There was but one thing to do, make camp where they
were until daylight. Lieutenant Charpentier ordered a
clearing made and a circular abatis of underbrush constructed
about the camp.
This work was not completed until long after dark, the
men building a huge fire in the center of the clearing to give
them light to work by.
When all was safe as possible against attack of wild beasts
and savage men, Lieutenant Charpentier placed sentries
about the little camp and the tired and hungry men threw
themselves upon the ground to sleep.
The groans of the wounded, mingled with the roaring and
growling of the great beasts which the noise and firelight had
attracted, kept sleep, except in its most fitful form, from the
tired eyes. It was a sad and hungry party that lay through the
long night praying for dawn.
The blacks who had seized D'Arnot had not waited to participate
in the fight which followed, but instead had dragged their
prisoner a little way through the jungle and then struck
the trail further on beyond the scene of the fighting in which
their fellows were engaged.
They hurried him along, the sounds of battle growing fainter
and fainter as they drew away from the contestants until there
suddenly broke upon D'Arnot's vision a good-sized clearing
at one end of which stood a thatched and palisaded village.

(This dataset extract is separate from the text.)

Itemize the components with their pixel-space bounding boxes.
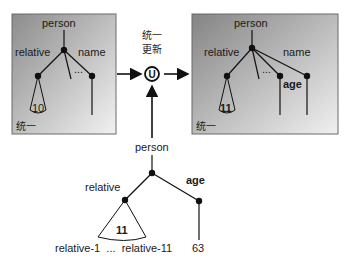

It was now dusk, but the watchers at the gate saw the
approaching trio and distinguished one as a prisoner ere they
reached the portals.
A cry went up within the palisade. A great throng of
women and children rushed out to meet the party.
And then began for the French officer the most terrifying
experience which man can encounter upon earth--the reception
of a white prisoner into a village of African cannibals.